During his playing career, a baseball player's every action on the field is documented--every at bat, every hit, every pitch. But what becomes of a player after he leaves the game? This exhaustive reference work briefly details the post-baseball lives of some 7,600 major leaguers, owners, managers, administrators, umpires, sportswriters, announcers and broadcasters who are now deceased. Each entry tells the date and place of the player's birth, the number of seasons he spent in the majors, the primary position he played, the number of seasons he spent as a manager in the majors (if applicable), his post-baseball career and activities, date and cause of his death, and his final resting place.
This work follows the history of Virginia from the ascent of the Stuart king Charles I in 1625 that point until 1660--one of the most turbulent times in English history.
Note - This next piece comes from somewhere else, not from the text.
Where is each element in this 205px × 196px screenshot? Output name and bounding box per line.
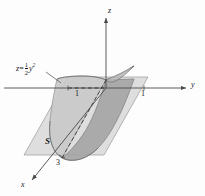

The central colonial figure during this period of Virginia history was Sir William Berkeley, who served as royal governor, with interruptions, between 1642 and 1676. The period under study by Professor Washburn ends with the Restoration and, in an act unprecedented in American colonial history, the recall of William Berkeley by the Virginia Assembly in 1659.
Large scale atlas with street level detail showing ZIP Codes, block numbers, schools, hospitals, parks and much more. Includes York, Shrewsbury, Lancaster, Mount Joy, Harrisburg, Carlisle and more. Fully indexed.
Contains genealogy of Eisenhart family in Germany.
Johanes Gnäge (ca. 1720-1772) of Bern, Switzerland, emigrated from England 1742 with his English wife Mary Holden and their two sons. Mary died at sea aboard the ship enroute to Pennsylvania. Johanes Gnäge settled in what is now Bethel Twp., Lebanon Co., Pennsylvania with his sons, Christian and John. His second wife was Magdalena Yoder or Swatka (b. 1744), with whom he had eight children. This family was Swiss Amish or Mennonites. Descendants live in Pennsylvania, Ohio, Indiana and elsewhere. John Kenege Sr., born Johanes Gnäge, Jr. in 1742, was the second son of Johanes Gnäge and Mary Holden.